As to #3 and #4 – I understand that some are, but I won’t, arguing the use of the attribute as a disincentive, and that makes perfect sense to me. However, due to my comments in the first paragraph here, I just think it’s important that people understand. The nofollow attribute won’t make it go away. Probably not ever. Even Six Apart agreed to as much by saying that there will always be avenues where people aren’t to be bothered.
And that’s where the real thing comes into play. You mention that spammers will go elsewhere. In reality, they likely won’t. I’ve switched the location of my comment script a few times recently due to upgrades, and once I put it back where it had been for a while. When I did, it almost immediately started receiving comment spam – despite the fact that it hadn’t been there for months! This tells me that they don’t care what you’re doing. They just collect and pollute. Spammers are very unlikely to care about the nofollow tag being on your site, or mine, or any of another dozen people’s.
And that’s where it becomes an issue for me. Yes, even if 90% of the world’s blogs are “vaccinated” against this pollution, the other 10% are not, and that number is still so huge that it’s easily worthwhile for spammers to send away, even if they get so many rejections. Just like sending out email to 2 billion addresses. If even 1 million of them are useful (a miniscule percentage by any measure), it’s still worth their while. And that, in turn, means that we will all continue to receive comment spam, and that the nofollow attribute, as useful as it may or may not prove to be, needs to be taken in that context, and other tools not forgotten or dropped or lost in the process.

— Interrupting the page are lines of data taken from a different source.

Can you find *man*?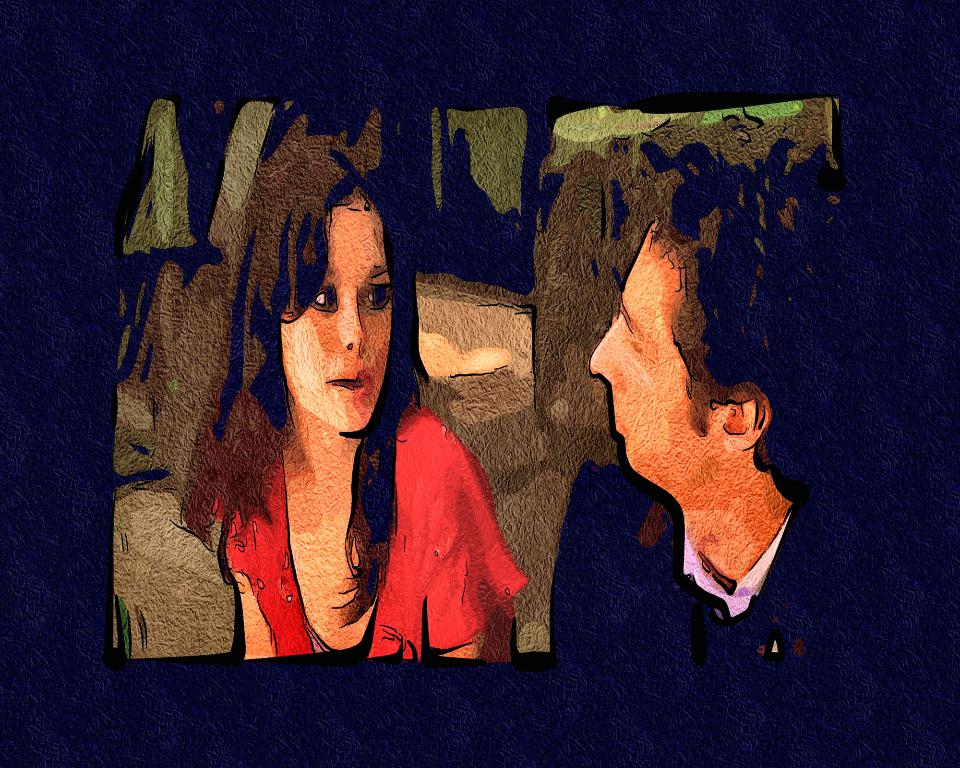
Yes, bounding box: box=[545, 197, 821, 639].
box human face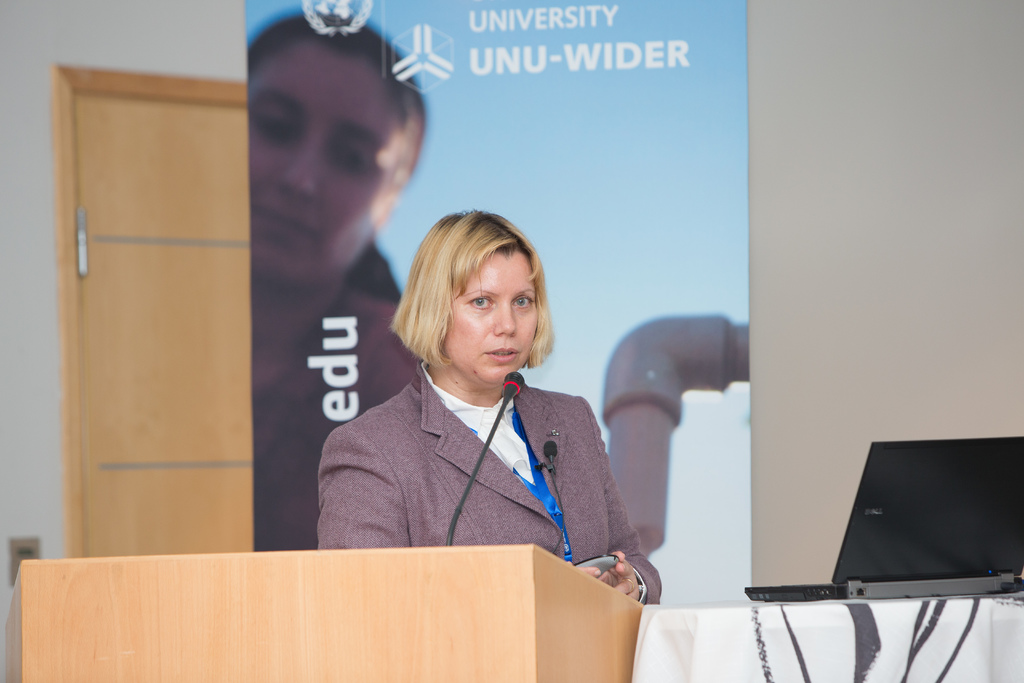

[1] http://jayseae.cxliv.org/approval/
[2] http://jayseae.cxliv.org/moderate/
[3] http://radio.weblogs.com/0001011/2005/01/18.html#a9229
My indication in #1 that people wouldn’t be putting nofollow into blog entries meant as a regular thing. I can imagine, as you point out, instances where it would be useful, but by far the exception. There’s no point in doing so except to explicitly exclude a link from getting any PR going to it.
Regardless, I have no idea whether nofollow will ultimately change the landscape. Certainly it will be a long-term process. Will enough unmaintained/unprotected blogs remain to make measures like it worthless? I don’t know, since I don’t know the needed return for these sorts of attacks. Will nofollow be useful in conjunction with other long-term steps? Possibly. Certainly it’s not going to do anything today, aside from give some vague sense of “Well, they may be still spamming me, but at least they’re not getting anything from my site.”
Regardless, I’d no more suggest that we can ignore prevention tools in favor of disincentive tools than I’d suggest that, having passed tougher sentencing laws, we can all unlock our front doors. Your Approval and Moderate plug-ins are among the good tools to that end (and I’m seriously considering implementing the former of them).